The portfolio was created after Eqis found that companies with women CEOs tend to outperform their benchmarks, Eqis says.

“During our review of the academic, psychological and economic research, we found that women CEOs took fewer risks and operated more conservatively,” Kim says.

“What we found is that these firms tended to be more profitable and to outpace the S&P 500. In addition, the holdings in this portfolio cross many sectors, including energy, utilities, food and beverage, technology and services, so that brings down the risk of the portfolio,” adds Joel T. Bennett, vice president of business strategy.

The Women CEO Focus portfolio is being offered through Eqis’s network of independent financial advisors.

Others also have begun offering similar portfolios. Ellevate Network, an organization that promotes women as business leaders, has teamed up with asset manager Pax World Management LLC to create a fund focused on investing in companies that advance women.

The Pax Ellevate Global Women’s Index Fund focuses on investing in companies that are committed to gender diversity on their boards of directors and in executive management and that embrace policies and programs to elevate women in the workplace. Pax says that women hold 31 percent of board seats and 24 percent of senior management positions, on average, in the fund’s portfolio companies, while globally, women only hold 11 percent of senior management positions.

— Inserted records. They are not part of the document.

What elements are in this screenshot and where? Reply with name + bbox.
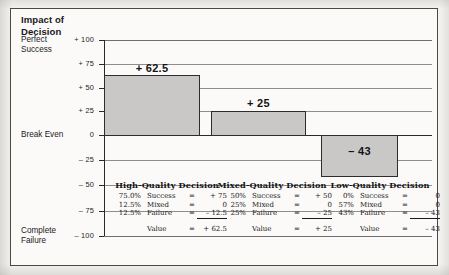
table-total-row: Value = – 43: [320, 225, 440, 234]
bar-label-high-quality: + 62.5: [104, 62, 200, 74]
y-tick-neg50: [99, 185, 104, 186]
cell-equals: =: [187, 209, 197, 219]
y-tick-neg100: [99, 236, 104, 237]
cell-total-label: Value: [360, 225, 400, 234]
cell-equals: =: [292, 201, 302, 210]
table-high-quality-decision: High-Quality Decision 75.0% Success = + …: [107, 180, 227, 233]
axis-anchor-break-even: Break Even: [21, 130, 81, 140]
cell-probability: 25%: [212, 209, 252, 219]
cell-outcome: Success: [252, 192, 292, 201]
anchor-perfect-success-line1: Perfect: [21, 35, 81, 45]
table-row: 25% Mixed = 0: [212, 201, 332, 210]
cell-probability: 12.5%: [107, 209, 147, 219]
page-title: Impact of Decision: [21, 14, 91, 37]
cell-outcome: Failure: [360, 209, 400, 219]
table-total-row: Value = + 62.5: [107, 225, 227, 234]
cell-equals: =: [187, 225, 197, 234]
cell-outcome: Success: [360, 192, 400, 201]
anchor-complete-failure-line1: Complete: [21, 226, 81, 236]
cell-outcome: Mixed: [252, 201, 292, 210]
bar-label-low-quality: – 43: [321, 145, 398, 157]
cell-equals: =: [400, 209, 410, 219]
cell-payoff: – 43: [410, 209, 440, 219]
y-tick-label-25: + 25: [60, 106, 94, 115]
y-tick-100: [99, 40, 104, 41]
cell-probability: 57%: [320, 201, 360, 210]
cell-total-label: Value: [147, 225, 187, 234]
y-tick-label-75: + 75: [60, 59, 94, 68]
cell-equals: =: [292, 209, 302, 219]
cell-equals: =: [400, 201, 410, 210]
table-row: 75.0% Success = + 75: [107, 192, 227, 201]
axis-anchor-perfect-success: Perfect Success: [21, 35, 81, 55]
cell-probability: 25%: [212, 201, 252, 210]
table-row: 50% Success = + 50: [212, 192, 332, 201]
table-row: 57% Mixed = 0: [320, 201, 440, 210]
cell-equals: =: [400, 225, 410, 234]
cell-payoff: 0: [410, 192, 440, 201]
cell-equals: =: [400, 192, 410, 201]
bar-label-mixed-quality: + 25: [211, 97, 306, 109]
table-row: 25% Failure = – 25: [212, 209, 332, 219]
anchor-perfect-success-line2: Success: [21, 45, 81, 55]
cell-spacer: [320, 225, 360, 234]
cell-total-value: – 43: [410, 225, 440, 234]
y-tick-neg25: [99, 160, 104, 161]
cell-equals: =: [187, 201, 197, 210]
table-low-quality-decision: Low-Quality Decision 0% Success = 0 57% …: [320, 180, 440, 233]
table-header-low-quality: Low-Quality Decision: [320, 180, 440, 190]
table-header-mixed-quality: Mixed-Quality Decision: [212, 180, 332, 190]
cell-equals: =: [292, 192, 302, 201]
table-row: 12.5% Failure = – 12.5: [107, 209, 227, 219]
anchor-complete-failure-line2: Failure: [21, 236, 81, 246]
cell-probability: 75.0%: [107, 192, 147, 201]
chart-figure: Impact of Decision + 100 + 75 + 50 + 25 …: [0, 0, 449, 275]
gridline-100: [104, 40, 432, 41]
cell-outcome: Failure: [147, 209, 187, 219]
cell-outcome: Success: [147, 192, 187, 201]
cell-outcome: Failure: [252, 209, 292, 219]
table-mixed-quality-decision: Mixed-Quality Decision 50% Success = + 5…: [212, 180, 332, 233]
cell-probability: 0%: [320, 192, 360, 201]
cell-probability: 50%: [212, 192, 252, 201]
y-tick-label-neg50: – 50: [60, 180, 94, 189]
table-row: 0% Success = 0: [320, 192, 440, 201]
cell-total-label: Value: [252, 225, 292, 234]
y-tick-label-neg25: – 25: [60, 155, 94, 164]
cell-equals: =: [187, 192, 197, 201]
cell-probability: 43%: [320, 209, 360, 219]
cell-probability: 12.5%: [107, 201, 147, 210]
table-row: 43% Failure = – 43: [320, 209, 440, 219]
table-row: 12.5% Mixed = 0: [107, 201, 227, 210]
y-tick-label-neg75: – 75: [60, 206, 94, 215]
cell-equals: =: [292, 225, 302, 234]
gridline-neg100: [104, 236, 432, 237]
table-total-row: Value = + 25: [212, 225, 332, 234]
axis-anchor-complete-failure: Complete Failure: [21, 226, 81, 246]
table-header-high-quality: High-Quality Decision: [107, 180, 227, 190]
bar-mixed-quality: [211, 111, 306, 136]
cell-outcome: Mixed: [360, 201, 400, 210]
cell-outcome: Mixed: [147, 201, 187, 210]
y-tick-label-50: + 50: [60, 83, 94, 92]
y-tick-neg75: [99, 211, 104, 212]
bar-high-quality: [104, 75, 200, 136]
cell-payoff: 0: [410, 201, 440, 210]
cell-spacer: [212, 225, 252, 234]
cell-spacer: [107, 225, 147, 234]
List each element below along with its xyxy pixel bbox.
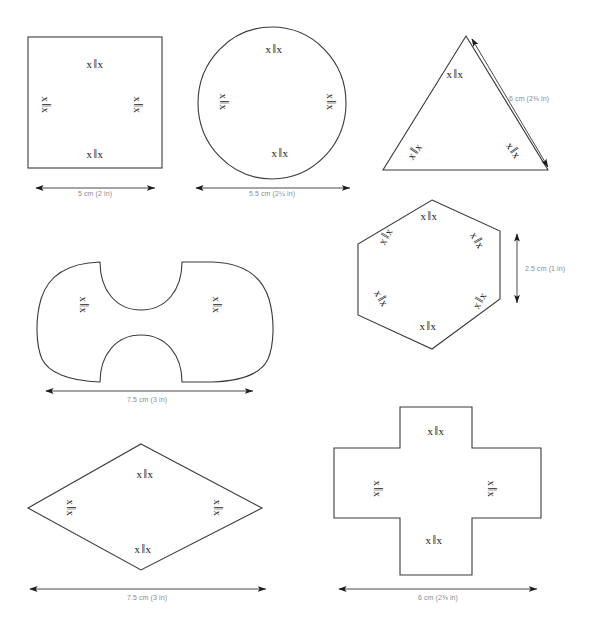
mark-x-right: x — [98, 148, 104, 160]
mark-x-right: x — [146, 543, 152, 555]
dimension-label-triangle: 6 cm (2⅜ in) — [509, 95, 549, 102]
mark-x-right: x — [65, 511, 77, 517]
mark-x-right: x — [148, 468, 154, 480]
symmetry-mark-dogbone-right: x‖x — [211, 296, 224, 313]
mark-x-right: x — [283, 147, 289, 159]
mark-x-right: x — [40, 108, 52, 114]
mark-x-right: x — [98, 58, 104, 70]
dimension-label-hexagon: 2.5 cm (1 in) — [525, 265, 565, 272]
symmetry-mark-cross-top: x‖x — [427, 424, 444, 437]
dimension-label-rhombus: 7.5 cm (3 in) — [127, 594, 167, 601]
symmetry-mark-cross-right: x‖x — [486, 480, 499, 497]
mark-x-right: x — [212, 511, 224, 517]
symmetry-mark-cross-left: x‖x — [372, 480, 385, 497]
symmetry-mark-hexagon-bottom: x‖x — [419, 319, 436, 332]
dimension-label-circle: 5.5 cm (2¼ in) — [249, 190, 295, 197]
mark-x-right: x — [439, 425, 445, 437]
dimension-label-cross: 6 cm (2⅜ in) — [418, 594, 458, 601]
dimension-label-square: 5 cm (2 in) — [78, 190, 112, 197]
mark-x-right: x — [78, 308, 90, 314]
mark-x-right: x — [325, 105, 337, 111]
mark-x-right: x — [432, 210, 438, 222]
mark-x-right: x — [277, 43, 283, 55]
mark-x-right: x — [431, 320, 437, 332]
mark-x-right: x — [218, 105, 230, 111]
symmetry-mark-rhombus-bottom: x‖x — [134, 542, 151, 555]
symmetry-mark-circle-top: x‖x — [265, 42, 282, 55]
symmetry-mark-circle-left: x‖x — [218, 93, 231, 110]
mark-x-right: x — [458, 68, 464, 80]
shapes-diagram-sheet: x‖x x‖x x‖x x‖x 5 cm (2 in) x‖x x‖x x‖x … — [0, 0, 589, 636]
symmetry-mark-square-right: x‖x — [132, 96, 145, 113]
symmetry-mark-hexagon-top: x‖x — [420, 209, 437, 222]
shapes-vector-layer — [0, 0, 589, 636]
symmetry-mark-square-top: x‖x — [86, 57, 103, 70]
shape-dogbone — [37, 262, 273, 382]
mark-x-right: x — [437, 534, 443, 546]
mark-x-right: x — [211, 308, 223, 314]
dimension-label-dogbone: 7.5 cm (3 in) — [127, 396, 167, 403]
symmetry-mark-rhombus-top: x‖x — [136, 467, 153, 480]
symmetry-mark-cross-bottom: x‖x — [425, 533, 442, 546]
symmetry-mark-square-bottom: x‖x — [86, 147, 103, 160]
symmetry-mark-circle-bottom: x‖x — [271, 146, 288, 159]
symmetry-mark-dogbone-left: x‖x — [78, 296, 91, 313]
mark-x-right: x — [132, 108, 144, 114]
symmetry-mark-circle-right: x‖x — [325, 93, 338, 110]
mark-x-right: x — [372, 492, 384, 498]
symmetry-mark-triangle-top: x‖x — [446, 67, 463, 80]
mark-x-right: x — [486, 492, 498, 498]
symmetry-mark-rhombus-right: x‖x — [212, 499, 225, 516]
symmetry-mark-rhombus-left: x‖x — [65, 499, 78, 516]
symmetry-mark-square-left: x‖x — [40, 96, 53, 113]
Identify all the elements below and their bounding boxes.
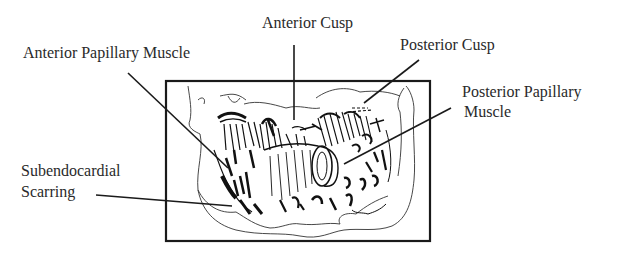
label-posterior-papillary-muscle-line1: Posterior Papillary: [462, 82, 582, 101]
leader-lines: [96, 45, 451, 206]
label-anterior-papillary-muscle: Anterior Papillary Muscle: [23, 43, 190, 62]
leader-anterior-papillary-muscle: [128, 73, 228, 168]
label-posterior-cusp: Posterior Cusp: [400, 35, 495, 54]
label-subendocardial-scarring-line1: Subendocardial: [21, 161, 121, 180]
posterior-cusp-drawing: [280, 108, 391, 214]
label-subendocardial-scarring-line2: Scarring: [21, 182, 75, 201]
heart-specimen-diagram: [0, 0, 621, 255]
label-posterior-papillary-muscle-line2: Muscle: [464, 102, 511, 121]
leader-subendocardial-scarring: [96, 195, 232, 206]
label-anterior-cusp: Anterior Cusp: [262, 13, 353, 32]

Likewise, U.S. Trust’s Women & Girls Equality Strategy allows investors to apply a gender lens to the asset classes of U.S. equity and taxable corporate fixed income.

This strategy invests in companies that meet financial fundamentals and have progressive policies relating to women, along with a commitment to use of business practices to change the landscape of rights and equality for women, U.S. Trust says. The methodology considers a company’s track record on hiring, retaining and promoting women; female representation in senior management and on the board; wage parity between women and men; career-advancement opportunities; policies on family leave; supply chain practices; and the portrayal of women and girls in advertising.

Morgan Stanley offers the Parity Portfolio, a separately managed account for high-net-worth individuals and institutional clients that focuses specifically on increasing female board representation.

And Barclays Women in Leadership Total Return Index is composed of companies with a female chief executive officer or companies where women make up at least one-fourth of the board of directors. Companies also have to meet specific market capitalization and trading volume thresholds.

In the United States, women comprise nearly half the workforce and they own 40 percent of businesses, and their businesses are growing at twice the rate of all U.S. firms, according to the US SIF Foundation, the forum for sustainable and responsible investment.